Tip 3: Use directional light from above and to the side

The consistent finding across professional headshot research is that directional lighting — specifically the Rembrandt standard of light from 45 degrees to the side and 45 degrees above eye level — produces significantly higher perceived quality ratings than flat or overhead lighting. The mechanism: directional light creates three-dimensional facial depth through controlled shadow placement. This depth makes the face register as more three-dimensional and real, which increases perceived presence. Flat ring lighting eliminates this depth; overhead ceiling lighting creates unflattering shadows. Window light from the side replicates Rembrandt lighting naturally.

Tip 4: Choose a background with 30%+ luminosity contrast from your face

Research on visual saliency — how quickly the visual system registers and processes a face — shows that background luminosity contrast directly affects processing speed and accuracy. At small display sizes, faces against similar-toned backgrounds register slower and less accurately than faces against clearly contrasting backgrounds. The practical implication: if you have a light complexion, use a medium or dark background. If you have a darker complexion, use a lighter background. The contrast makes your face the first and clearest element that registers when someone sees the photo at small sizes.

Tip 5: A controlled genuine smile outperforms both blank and exaggerated expressions

Research on face-based personality judgements identifies a 'high warmth, high competence' expression as the highest-performing for professional contexts. This expression is characterised by a slight upward curve of the mouth (not a full teeth-showing grin), natural muscle engagement around the eyes (what photographers call 'Duchenne markers'), and a neutral to slightly warm overall emotional read. Blank expressions code as low warmth; wide grins code as low competence. The controlled genuine smile — the expression you'd have when genuinely pleased but not laughing — consistently produces the highest trustworthiness and competence ratings across demographics.

What is the most important thing in a headshot?

Lighting quality has the largest single effect on perceived professionalism in headshots. After lighting, face-to-frame ratio (face filling 60–70% of frame) has the largest impact. Expression and background contrast follow. All four are controlled automatically by AI generators like ThePortraitOS.

Do professional headshots really make a difference?

Yes, measurably. LinkedIn's data shows profiles with professional photos receive 21x more views than profiles without photos. Research on photo quality effects shows that professional-looking photos increase recruiter click-through rates, client trust ratings, and connection acceptance rates compared to casual or low-quality photos.

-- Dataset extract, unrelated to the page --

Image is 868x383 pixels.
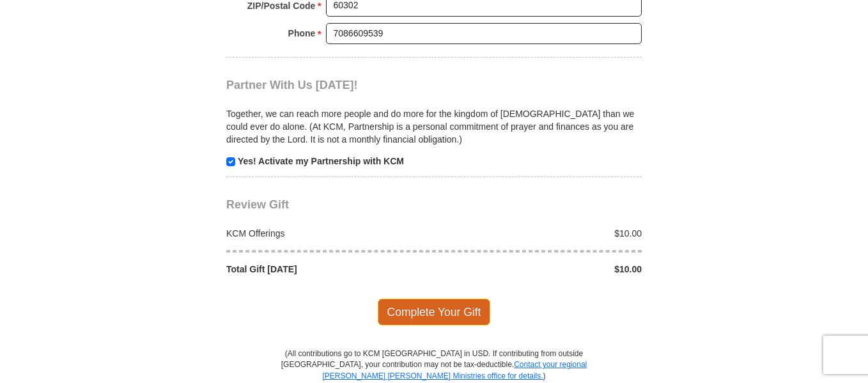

Should I hire a professional for headshot tips or DIY?

For understanding what makes headshots work: this guide and the resources linked below. For the actual headshot: AI generators like ThePortraitOS apply all research-backed parameters automatically — lighting, composition, background contrast, expression — producing consistent professional output without requiring the knowledge to execute each variable yourself.

What expression should I use in a professional headshot?

A 'controlled genuine smile': slight upward curve of the mouth corners, natural eye engagement, neutral to warm overall emotional read. Not a full grin (codes as low competence) and not a blank face (codes as low warmth). This specific expression type consistently produces the highest trustworthiness and competence ratings in professional headshot research.

All research-backed parameters applied automatically.

ThePortraitOS applies lighting angle, face-to-frame ratio, background contrast, and expression calibration from your selfie — no manual variables to manage. First portrait free.